Russia is “suffering huge losses” and losing hard-fought ground in the Ukrainian city of Severodonetsk after invading units started retreating from the key industrial center, Ukrainian officials asserted Saturday.
The dramatic turnabout, which could not be independently confirmed, represented a rare successful counter-offensive against Russian forces, which had recently been steadily advancing in Ukraine’s eastern territories.
It was the first time Ukraine claimed to have conducted a large counter-attack in Severodonetsk, a city of 100,000 and the last major municipality in the disputed Luhansk oblast under Ukrainian control, after days of losing ground in the country’s embattled east.
Russia had “previously managed to capture most of the city,” Sergiy Haidai, the governor of the Luhansk region said in a televised address Saturday, The Guardian reported. “But now our military has pushed them back.”
Later Saturday, Oleksandr Stryuk, the head of the city’s military operations, said that Ukrainian forces were able to build a line of defense in Severodonetsk, according to The Kyiv Independent.
Both sides of the war have claimed to have inflicted huge casualties in the fighting for the city — a battlefront that military experts believe could determine which of the two countries has the momentum for a prolonged war of attrition in coming months.
Haidai — who oversees the territory where Severodonetsk is located — said he expects the new supply of US-made weapons to seal the deal in gaining back control of the city.
“They are moving forward step-by-step. They are simply destroying everything with artillery, aircraft, mortars, tanks,” he said. “But as soon as we have enough Western long-range weapons, we will push their artillery away from our positions. And then, believe me, the Russian infantry, they will just run.”
In recent weeks, Russia has concentrated its forces in Severodonetsk, among the biggest ground battles of the war, as the Kremlin appeared to center on its military capturing one of two eastern provinces it claims on behalf of separatist proxies.
Independent information from Severodonetsk has been difficult to obtain, since lines of communication have been cut and the city remains fiercely contested. Haidai previously estimated that about 70 percent of the city had been in Russian hands before recent Ukrainian breakthroughs.
Russian-controlled territory had been reduced to roughly 50 percent, according to the Kyiv Independent. The city has been targeted by brutal shelling for weeks from Russian forces.
Haidai said he expected US-made weaponry to seal the deal in Sievierodonetsk. REUTERS/Serhii Nuzhnenko/File Photo
Russian bombing in Bakhmut, eastern Ukraine, eastern Ukraine. AP Photo/Francisco Seco
A self-propelled howitzer 2S1 Gvozdika of pro-Russian troops fires a leaflet shell in the direction of Sievierodonetsk to disperse information materials from their combat positions in the Luhansk region REUTERS/Alexander Ermochenko/File Photo Ukrainian military officials acknowledged that eastern Ukraine would remain a focal point of Russian aggression.
“Until the end, we believed that our enemy would not begin a large-scale invasion on all fronts,” said Brigadier General Dmytro Krasylnykov, according to the Kyiv Independent.
Meanwhile, Kyiv rebuked French President Emmanuel Macron for saying it was important not to “humiliate” the invaders.
“We must not humiliate Russia so that the day when the fighting stops we can build an exit ramp through diplomatic means,” Macron said in an interview published on Saturday.
He said he was “convinced that it is France’s role to be a mediating power.”
Ukrainian Foreign Minister Dmytro Kuleba tweeted an indignant response: “Calls to avoid humiliation of Russia can only humiliate France and every other country that would call for it.”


--- Task requirements ---
Please transcribe the data that follows without the pictures, keeping every word the same.

--- Data supplied ---
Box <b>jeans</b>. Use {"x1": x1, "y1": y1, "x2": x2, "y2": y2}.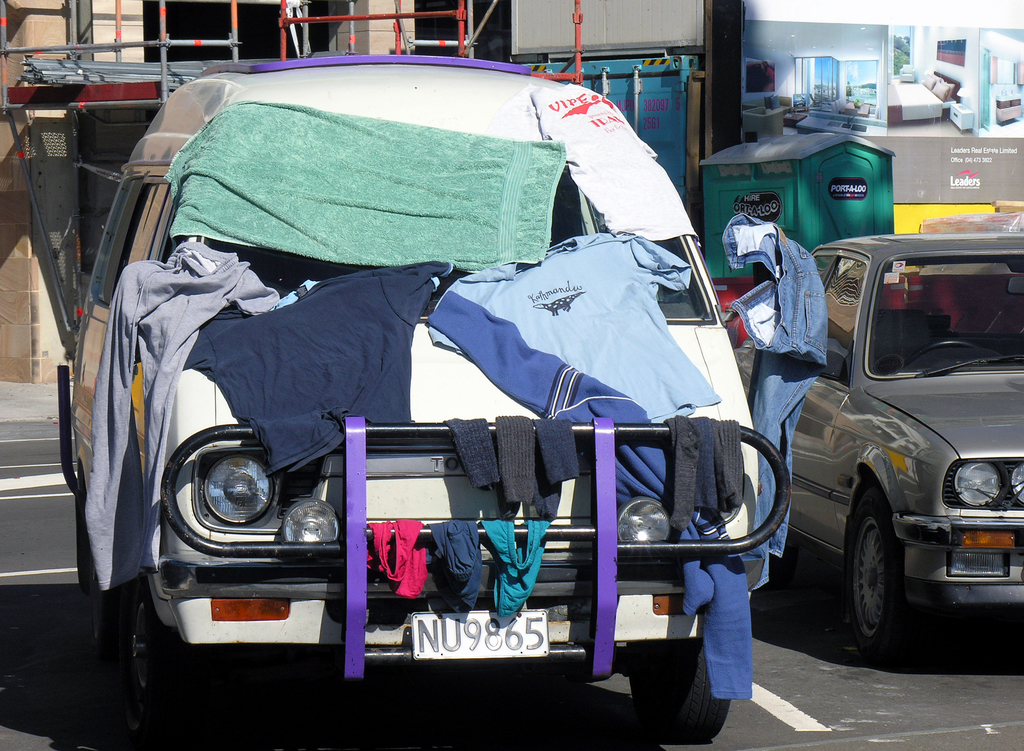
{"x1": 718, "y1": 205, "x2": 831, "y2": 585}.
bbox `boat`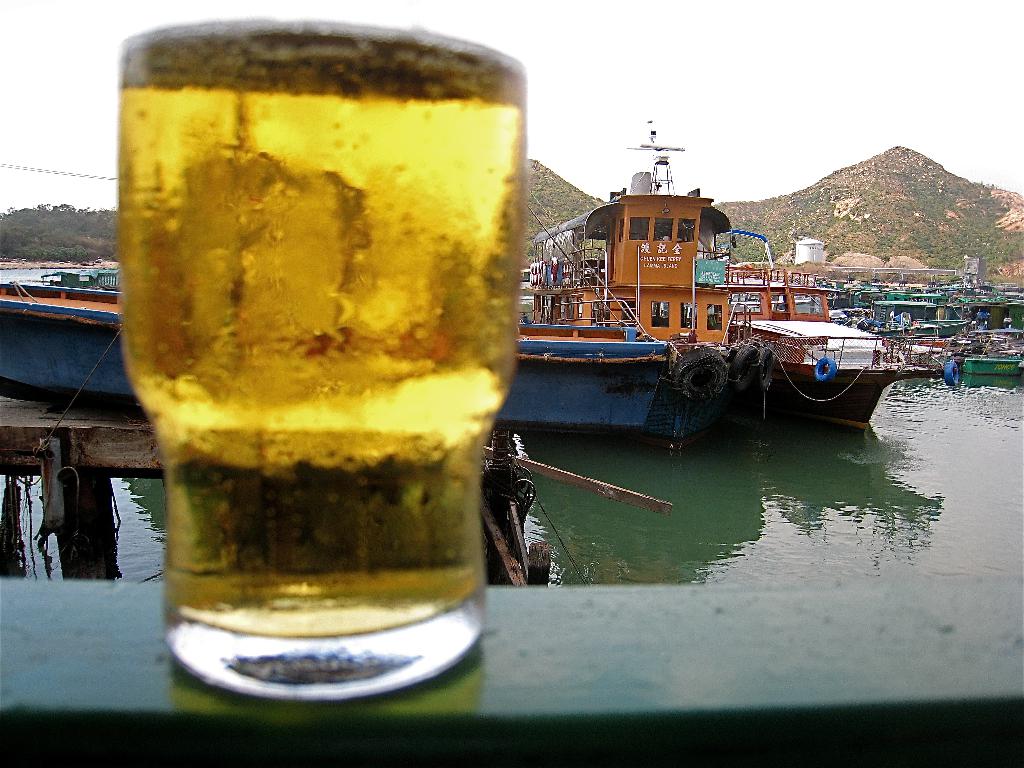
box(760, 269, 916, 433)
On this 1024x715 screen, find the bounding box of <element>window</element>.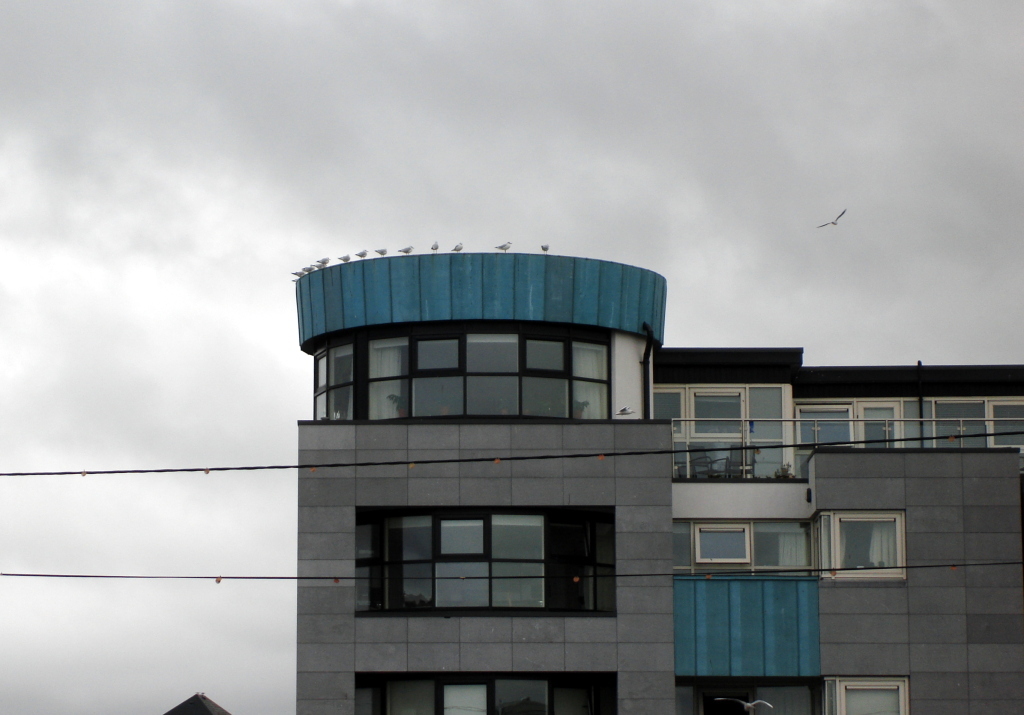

--- Response to the task ---
Box <b>jeans</b>. Use {"x1": x1, "y1": y1, "x2": x2, "y2": y2}.
{"x1": 718, "y1": 205, "x2": 831, "y2": 585}.
bbox `boat`
box(760, 269, 916, 433)
On this 1024x715 screen, find the bounding box of <element>window</element>.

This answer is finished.